Annihilator Tanks dominate open ground with high-explosive shells that erase cover and punish clumped squads. They advance slowly but reshape the battlefield with every shot. Letting one fire uncontested turns objectives into kill zones.

The turret and rear engine housing are the priority targets. Anti-tank weapons, Eagle Airstrikes, and Orbital Railcannon Strikes are the most efficient solutions. Small-arms fire is a waste of time unless you’re baiting rotation for a teammate.

Treat tanks as stratagem checks. If your squad lacks reliable anti-armor, disengage and reposition rather than forcing a losing fight. Fighting tanks on their terms is how missions spiral out of control.

Shredder Tanks: Infantry Mulchers

Shredder Tanks trade explosive power for sustained suppression.

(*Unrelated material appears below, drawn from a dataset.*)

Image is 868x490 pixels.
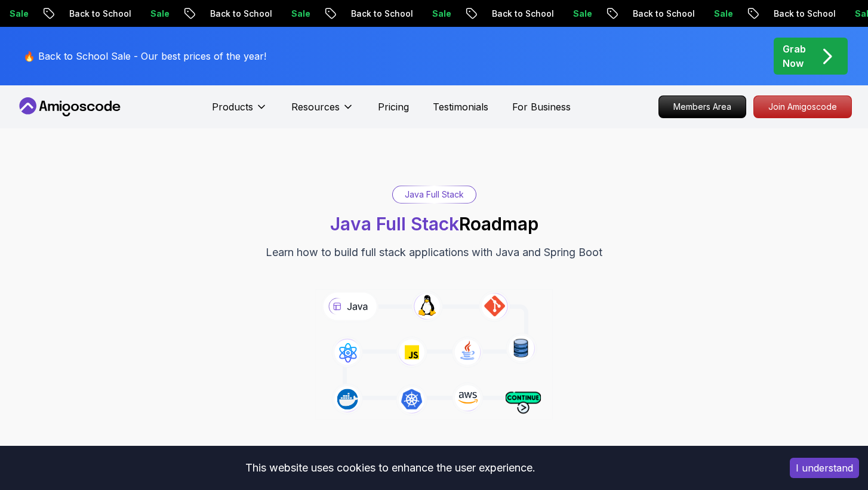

Their rapid-fire weapons shred Helldivers caught in the open and delete sentries almost instantly. They excel at locking down choke points and punishing revives.

Like other tanks, their rear armor is the weakness. Flanking is safer here, as their turret tracking is slower than their damage output suggests. Smoke and terrain breaks are invaluable for closing distance safely.

Shredders demand faster responses than Annihilators. Delay gives them time to bleed your squad dry, especially during prolonged objectives. Remove them early or risk death by attrition.

Factory Striders: Mobile Objectives of Death

Factory Striders are not just enemies, they are walking mission failures if ignored. These massive walkers deploy Automatons mid-fight while bombarding the battlefield with heavy weapons. They exist to overwhelm squads through pressure and attrition.

Weak points are distributed across the chassis, including weapon mounts and rear components. Coordinated stratagem dumps are the intended solution, not prolonged gunfights. Orbital strikes, Eagle runs, and sustained anti-armor fire are mandatory.

Assign roles immediately. One player manages spawned adds, one controls aggro, and the rest focus on breaking the Strider down piece by piece. Chaos is their win condition, discipline is yours.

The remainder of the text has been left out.